Are you ‘smart for your age?’

You may have difficulty in crediting this, dear reader, but I was once known as being ‘smart for my age’. Then obviously and inexplicably something went awry with the head cogs and all changed – but we’ll return to that in a moment.

In Johnstown National School, I was known for being smart for my age. ‘Tell him, Bernie,’ the master would invite when a fellow pupil failed to answer a ceist. My parents knew it and my aunts spread the gospel far and wide that I was smart for my age. I had such an interest in the English readers and history books that I knew everything in them two years ahead of when my class would come to it. I learned the capital of every country in the world just for fun. I received the highest marks in the Primary Cert exam and I even won a £10 a year Westmeath County Council scholarship to attend Castlepollard Vocational School. (I only stayed the one year.)

I tell you this, not to brag, but to ask if anyone can shine a light on how all this smartness for my age could go belly-up after walking out those school gates for the last time. At 18, I would have done well to consult with the ‘smart for his age’ eight years old me! And that is how the story continued.

Let me try to explain. I changed from being smart for my age to having the smartness lagging 10 years behind my actual age – if you get my drift like. Some of you smart readers might term this ‘hindsight’. But if only I had held on to being smart for my age, wouldn’t I have the benefit of that same hindsight right when I needed it most? It makes sense… doesn’t it?

All of my life I could look back and see clearly what I should have done differently a decade earlier. In other words, the smart for my age got stuck in a groove while the speedometer of aging kept ticking away. My smartness just didn’t keep up with my age.

I am curious to know how this was with you, dear reader. I ask because I had classmates in school who… how shall we put it… fell a centimetre or two below the water line that said ‘smart for your age’. But then many of those boys and girls got smart for their age in adult life – as my smartness went into reverse.

This has nothing to do with regrets, I hasten to add, but we have to call it like it is. Had I continued to be smart for my age, it would not have taken a decade to decide to dump d’oul demon drink. And shouldn’t I always have ignored any lies told about me instead of wasting valuable energy defending myself against people that didn’t count?

Sure I might even have continued my golf career and benefited from all the business they tell us can be won on the golf course – and I would always have known when ‘enough is enough’.

If I was smart for my age as a parent, I might not have always been quite as strict on my children and I could have been a more appreciative husband. I might not have taken some of my great friends for granted and I would have asked more people, ‘what do you think?’. That is what happens when you leave the smartness for your age behind in school.

I would have ignored the battles that aren’t worth fighting, learned to speak Irish and Spanish fluently, and I would have told more people how much I cared about them, before it was too late.

But halleluiah… as is often the case, you only have to wait long enough and the wheel turns again. ‘He is smart for his age,’ they said when I was going to school, but lo and behold, we are arriving in that category of smartness again. You see, I am now an octogenarian and a lot of people don’t expect you to know anything after you reach 80.

I can see how they look at me in wonderment when I make what someone considers a smart observation on Gaza or Graftonstown, or the difference between the moon and Mooncoin. At my age, you are sort of expected to be a dithering old fool, forgetful and speaking no sense about anything. ‘Does he take sugar in his coffee?!’

But it is like returning to my childhood these days with how they look at me when I contribute smartly to a conversation. I haven’t heard it yet, but it is only a matter of time until they are all turning to each other and remarking again; ‘he is smart for his age!’.

Don’t Forget

A man who knows his imperfections is just about as perfect as any man can be.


◆ INSTRUCTIONS FOR THE TASK:
Copy out the whole listing exactly as written, leaving the pictures behind.

◆ DATASET EXCERPTS:
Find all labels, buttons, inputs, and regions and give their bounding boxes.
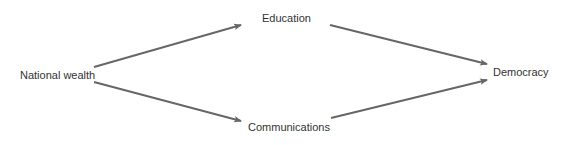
node-democracy: Democracy — [493, 66, 549, 79]
edge-education-to-democracy — [330, 25, 487, 64]
edge-wealth-to-communications — [94, 82, 241, 121]
node-education: Education — [262, 12, 311, 25]
edge-communications-to-democracy — [331, 80, 487, 118]
edge-wealth-to-education — [94, 25, 241, 67]
path-diagram: National wealth Education Communications… — [0, 0, 563, 145]
node-communications: Communications — [248, 121, 330, 134]
node-national-wealth: National wealth — [20, 69, 95, 82]
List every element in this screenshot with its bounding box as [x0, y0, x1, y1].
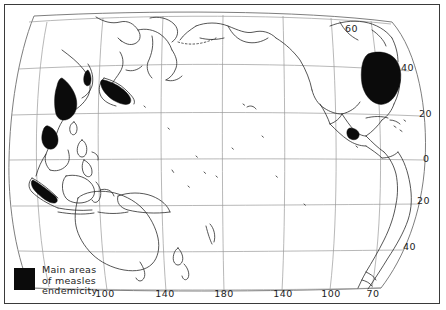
coastline-aleutians — [178, 38, 216, 44]
endemic-areas — [31, 52, 400, 203]
lon-label-70w: 70 — [367, 288, 380, 299]
lon-label-140w: 140 — [273, 288, 292, 299]
lat-label-40s: 40 — [403, 241, 416, 252]
endemic-korea — [84, 70, 91, 86]
endemic-northeast-us — [361, 52, 401, 104]
lat-label-20s: 20 — [417, 195, 430, 206]
lon-label-140e: 140 — [155, 288, 174, 299]
map-limb — [9, 12, 426, 291]
legend-label: Main areas of measles endemicity — [42, 265, 138, 297]
endemic-southern-mexico — [347, 128, 359, 140]
coastline-new-zealand — [173, 248, 189, 280]
lat-label-60: 60 — [345, 23, 358, 34]
endemic-sumatra-java — [31, 180, 57, 203]
map-figure: 60 40 20 0 20 40 100 140 180 140 100 70 … — [0, 0, 446, 310]
lon-label-100w: 100 — [321, 288, 340, 299]
coastline-alaska — [180, 23, 276, 43]
legend-line-3: endemicity — [42, 286, 138, 297]
coastline-south-america — [358, 152, 411, 289]
legend-swatch — [14, 268, 35, 290]
lat-label-0: 0 — [423, 153, 429, 164]
endemic-indochina — [42, 126, 58, 149]
endemic-east-china — [55, 78, 77, 120]
lon-label-180: 180 — [214, 288, 233, 299]
lat-label-20n: 20 — [419, 108, 432, 119]
lat-label-40n: 40 — [401, 62, 414, 73]
legend-line-1: Main areas — [42, 265, 138, 276]
coastline-northeast-asia — [96, 17, 182, 81]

◆ TASK RESPONSE:
Find all labels, buttons, inputs, and regions and give their bounding boxes.
node-democracy: Democracy — [493, 66, 549, 79]
edge-education-to-democracy — [330, 25, 487, 64]
edge-wealth-to-communications — [94, 82, 241, 121]
node-education: Education — [262, 12, 311, 25]
edge-communications-to-democracy — [331, 80, 487, 118]
edge-wealth-to-education — [94, 25, 241, 67]
path-diagram: National wealth Education Communications… — [0, 0, 563, 145]
node-communications: Communications — [248, 121, 330, 134]
node-national-wealth: National wealth — [20, 69, 95, 82]
List every element in this screenshot with its bounding box as [x0, y0, x1, y1].
coastline-aleutians — [178, 38, 216, 44]
endemic-areas — [31, 52, 400, 203]
lon-label-70w: 70 — [367, 288, 380, 299]
lon-label-140w: 140 — [273, 288, 292, 299]
lat-label-40s: 40 — [403, 241, 416, 252]
endemic-korea — [84, 70, 91, 86]
endemic-northeast-us — [361, 52, 401, 104]
lat-label-20s: 20 — [417, 195, 430, 206]
lon-label-140e: 140 — [155, 288, 174, 299]
map-limb — [9, 12, 426, 291]
legend-label: Main areas of measles endemicity — [42, 265, 138, 297]
endemic-southern-mexico — [347, 128, 359, 140]
coastline-new-zealand — [173, 248, 189, 280]
lat-label-60: 60 — [345, 23, 358, 34]
endemic-sumatra-java — [31, 180, 57, 203]
map-figure: 60 40 20 0 20 40 100 140 180 140 100 70 … — [0, 0, 446, 310]
lon-label-100w: 100 — [321, 288, 340, 299]
coastline-alaska — [180, 23, 276, 43]
legend-line-3: endemicity — [42, 286, 138, 297]
coastline-south-america — [358, 152, 411, 289]
legend-swatch — [14, 268, 35, 290]
lat-label-0: 0 — [423, 153, 429, 164]
endemic-indochina — [42, 126, 58, 149]
endemic-east-china — [55, 78, 77, 120]
lon-label-180: 180 — [214, 288, 233, 299]
lat-label-20n: 20 — [419, 108, 432, 119]
lat-label-40n: 40 — [401, 62, 414, 73]
legend-line-1: Main areas — [42, 265, 138, 276]
coastline-northeast-asia — [96, 17, 182, 81]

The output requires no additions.